Now and Again

Now and Again by Charlotte Rogan

Book: Now and Again by Charlotte Rogan Read Free Book Online
Authors: Charlotte Rogan
competing admonitions: Move a little faster! Haste makes waste! Nobody cares if you’re late or not! She shivered to think that defeat was lurking and might be inevitable. But late for what? And why defeat?
    The prison was set on a rise, dwarfing the people who flocked every day from the employee parking lot up the long flight of granite steps and through a gauntlet of metal detectors and guards charged with keeping the prisoners in and contraband out. Every time Maggie stepped through the gate into the chilly welcome center, she winced as if she were guilty of something, as if the metal detector could see the image of the top-secret document that was squirreled away in her brain or as if the escaped one-eyed men with hooks for arms her father had invented to scare his children into obedience were watching her from wherever they were hiding. It was easy to imagine her father waiting in the shadows too, to shout at her for something she had done or not done—a shoe unlaced, a toy left carelessly on the stair instead of put away in a closet, for crying or not crying when he smacked her, or the only jam to be found in the cupboard was strawberry when didn’t he always like peach—or to chase the four of them into their rooms, bolting the doors from the outside as if order in the house, as in the world, depended upon incarceration.

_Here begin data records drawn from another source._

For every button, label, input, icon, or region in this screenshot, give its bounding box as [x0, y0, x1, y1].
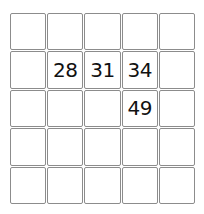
cell-value: 49: [127, 98, 151, 118]
grid-cell-r3c2[interactable]: [47, 90, 83, 127]
grid-cell-r2c5[interactable]: [159, 51, 195, 88]
grid-cell-r2c2[interactable]: 28: [47, 51, 83, 88]
number-grid: 28 31 34 49: [10, 13, 195, 204]
grid-cell-r4c3[interactable]: [84, 128, 120, 165]
grid-cell-r4c4[interactable]: [122, 128, 158, 165]
grid-cell-r1c2[interactable]: [47, 13, 83, 50]
grid-cell-r1c5[interactable]: [159, 13, 195, 50]
grid-cell-r1c4[interactable]: [122, 13, 158, 50]
grid-cell-r5c1[interactable]: [10, 167, 46, 204]
grid-cell-r5c4[interactable]: [122, 167, 158, 204]
grid-cell-r3c4[interactable]: 49: [122, 90, 158, 127]
grid-cell-r4c2[interactable]: [47, 128, 83, 165]
grid-cell-r3c3[interactable]: [84, 90, 120, 127]
cell-value: 34: [127, 60, 151, 80]
grid-cell-r1c3[interactable]: [84, 13, 120, 50]
cell-value: 31: [90, 60, 114, 80]
cell-value: 28: [53, 60, 77, 80]
grid-cell-r5c3[interactable]: [84, 167, 120, 204]
grid-cell-r3c1[interactable]: [10, 90, 46, 127]
grid-cell-r5c2[interactable]: [47, 167, 83, 204]
grid-cell-r4c5[interactable]: [159, 128, 195, 165]
grid-cell-r1c1[interactable]: [10, 13, 46, 50]
grid-cell-r5c5[interactable]: [159, 167, 195, 204]
grid-cell-r3c5[interactable]: [159, 90, 195, 127]
grid-cell-r2c1[interactable]: [10, 51, 46, 88]
grid-cell-r4c1[interactable]: [10, 128, 46, 165]
grid-cell-r2c4[interactable]: 34: [122, 51, 158, 88]
grid-cell-r2c3[interactable]: 31: [84, 51, 120, 88]
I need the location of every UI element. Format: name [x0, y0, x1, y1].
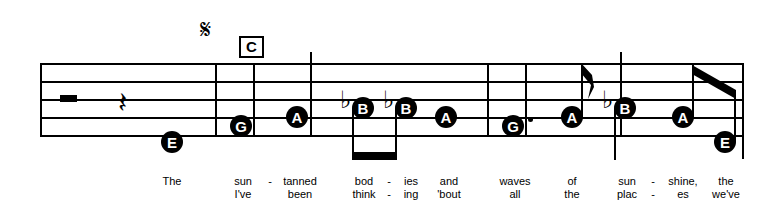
lyric-verse-1-syllable: -: [387, 176, 391, 187]
lyric-verse-2-syllable: I've: [235, 189, 252, 200]
lyric-verse-1-syllable: -: [268, 176, 272, 187]
flat-accidental: ♭: [602, 88, 613, 112]
note-stem-up: [692, 65, 694, 117]
lyric-verse-1-syllable: of: [567, 176, 576, 187]
barline-2: [253, 63, 255, 137]
lyric-verse-2-syllable: we've: [712, 189, 740, 200]
note-head-a: A: [561, 106, 583, 128]
lyric-verse-2-syllable: ing: [404, 189, 419, 200]
note-stem-down: [614, 108, 616, 160]
lyric-verse-1-syllable: waves: [499, 176, 530, 187]
music-notation-sheet: 𝄋 C 𝄽 EGA♭B♭BAGA♭BAE Thesun-tannedbod-ie…: [0, 0, 784, 210]
note-head-a: A: [435, 106, 457, 128]
lyric-verse-1-syllable: bod: [355, 176, 373, 187]
barline-4: [487, 63, 489, 137]
barline-1: [215, 63, 217, 137]
system-left-edge: [40, 63, 42, 137]
lyric-verse-1-syllable: -: [651, 176, 655, 187]
quarter-rest: 𝄽: [118, 88, 127, 118]
note-head-a: A: [672, 106, 694, 128]
beam-eighth-group-1: [352, 152, 397, 160]
note-head-b: B: [614, 97, 636, 119]
lyric-verse-1-syllable: and: [440, 176, 458, 187]
lyric-verse-1-syllable: The: [163, 176, 182, 187]
staff-line-5: [40, 135, 742, 137]
lyric-verse-2-syllable: -: [651, 189, 655, 200]
barline-5: [525, 63, 527, 137]
lyric-verse-2-syllable: all: [509, 189, 520, 200]
staff-line-4: [40, 117, 742, 119]
note-head-a: A: [286, 106, 308, 128]
barline-7: [742, 63, 744, 159]
flat-accidental: ♭: [383, 88, 394, 112]
lyric-verse-1-syllable: the: [718, 176, 733, 187]
beam-eighth-group-2: [692, 65, 736, 104]
lyric-verse-2-syllable: been: [288, 189, 312, 200]
note-head-b: B: [395, 97, 417, 119]
note-stem-down: [395, 108, 397, 160]
note-head-g: G: [230, 115, 252, 137]
eighth-note-flag: [580, 63, 602, 107]
lyric-verse-1-syllable: sun: [618, 176, 636, 187]
lyric-verse-2-syllable: 'bout: [437, 189, 461, 200]
lyric-verse-1-syllable: sun: [234, 176, 252, 187]
flat-accidental: ♭: [340, 88, 351, 112]
note-stem-up: [734, 90, 736, 142]
barline-6: [620, 52, 622, 137]
note-head-e: E: [161, 131, 183, 153]
lyric-verse-1-syllable: shine,: [668, 176, 697, 187]
lyric-verse-1-syllable: ies: [404, 176, 418, 187]
rehearsal-mark-c: C: [239, 36, 264, 58]
lyric-verse-2-syllable: es: [677, 189, 689, 200]
lyric-verse-2-syllable: -: [387, 189, 391, 200]
lyric-verse-2-syllable: think: [352, 189, 375, 200]
half-rest: [60, 95, 77, 102]
staff-line-1: [40, 63, 742, 65]
note-head-b: B: [352, 97, 374, 119]
staff-line-2: [40, 81, 742, 83]
note-stem-down: [352, 108, 354, 160]
lyric-verse-2-syllable: plac: [617, 189, 637, 200]
augmentation-dot: [528, 117, 533, 122]
note-head-e: E: [714, 131, 736, 153]
barline-3: [310, 52, 312, 137]
segno-icon: 𝄋: [200, 16, 211, 42]
lyric-verse-2-syllable: the: [564, 189, 579, 200]
lyric-verse-1-syllable: tanned: [283, 176, 317, 187]
note-head-g: G: [502, 115, 524, 137]
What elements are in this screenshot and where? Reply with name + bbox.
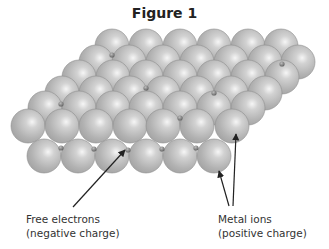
metal-ion-sphere [180, 109, 214, 143]
free-electrons-label-line2: (negative charge) [26, 226, 120, 240]
free-electrons-label: Free electrons (negative charge) [26, 212, 120, 240]
metal-ion-sphere [95, 139, 129, 173]
free-electron-dot [193, 145, 198, 150]
free-electron-dot [109, 52, 114, 57]
metal-ion-sphere [61, 139, 95, 173]
free-electrons-label-line1: Free electrons [26, 212, 120, 226]
metal-ions-label-line2: (positive charge) [218, 226, 307, 240]
metal-ion-sphere [146, 109, 180, 143]
metal-ion-sphere [27, 139, 61, 173]
free-electron-dot [91, 146, 96, 151]
arrow-to-metal-ion [233, 134, 236, 206]
metal-ions-label-line1: Metal ions [218, 212, 307, 226]
metal-ion-sphere [113, 109, 147, 143]
metal-ion-sphere [163, 139, 197, 173]
metal-ion-sphere [129, 139, 163, 173]
free-electron-dot [143, 85, 148, 90]
free-electron-dot [58, 145, 63, 150]
metal-ion-sphere [79, 109, 113, 143]
free-electron-dot [211, 90, 216, 95]
free-electron-dot [125, 147, 130, 152]
free-electron-dot [177, 115, 182, 120]
metal-ion-sphere [215, 109, 249, 143]
free-electron-dot [159, 146, 164, 151]
free-electron-dot [58, 101, 63, 106]
free-electron-dot [279, 61, 284, 66]
metal-ion-sphere [45, 109, 79, 143]
arrow-to-metal-ion [219, 171, 229, 206]
metal-ion-sphere [197, 139, 231, 173]
metal-ion-sphere [11, 109, 45, 143]
metal-ions-label: Metal ions (positive charge) [218, 212, 307, 240]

    And where was her mother while all of this was going on? By the age of thirty-nine, Mary Sterling had taken to the shadows too, her body shrunken inside her paisley dress. She sent the children for the shopping and rarely ventured out. Maggie had looked helplessly on as her mother was buffeted before the winds of her father’s rages. That will never happen to me, she promised herself, and it hadn’t. Lyle always asked her what she thought before voicing his own opinion, and even though her father was long gone by the time Lyle had come along, Lyle seemed to understand that paternal absence was a kind of presence, so he tiptoed around it and helped with the dishes and remembered not to slam the door.
    Every morning, Maggie took off her bracelets and put her purse on a conveyor belt so it could be x-rayed and searched. Every morning, she smiled at the guards and wondered if they too shouted at their wives. The head of the morning detail was a narrow man with furrowed skin and furtive eyes whose name was Louis, but in the evenings, the burly Hugo was in charge. Hugo exuded an air of tense restraint, as if he was holding his manliness in check or training for some test of stamina and determination. He seemed to find the intimacy implied in searching Maggie’s purse or running a scanner over her body amusing, and their thirty-second interactions began to feel like aggressive physical encounters. Hugo would say, “We have to stop meeting like this,” in a way that could be interpreted as a joke or as something more serious disguised as a joke. Or he would scrutinize Maggie’s face or dress with a savage gleam in his eyes until she blushed and fumbled for just the right lighthearted comment that would acknowledge his superiority in terms of size and strength, while also reminding him that she had a family and that she wasn’t available now and never would be.
    But something about her interactions with Hugo suited Maggie. The layers to their little conversations fit with a growing sense that she was leading a double life, and she wondered if Hugo also thought of himself as two people: as the determined warrior he was at work and as the virile masher she imagined him to be when he went out on the weekends with his friends. Occasionally she allowed herself to respond to him in a way that hinted at the dual roles both of them were playing. “I see you’re wearing your Schwarzenegger smile today,” she might say, or “Prison guard by day, lady-killer by night.” And then Hugo would smirk at her and reply, “I haven’t killed anybody yet.”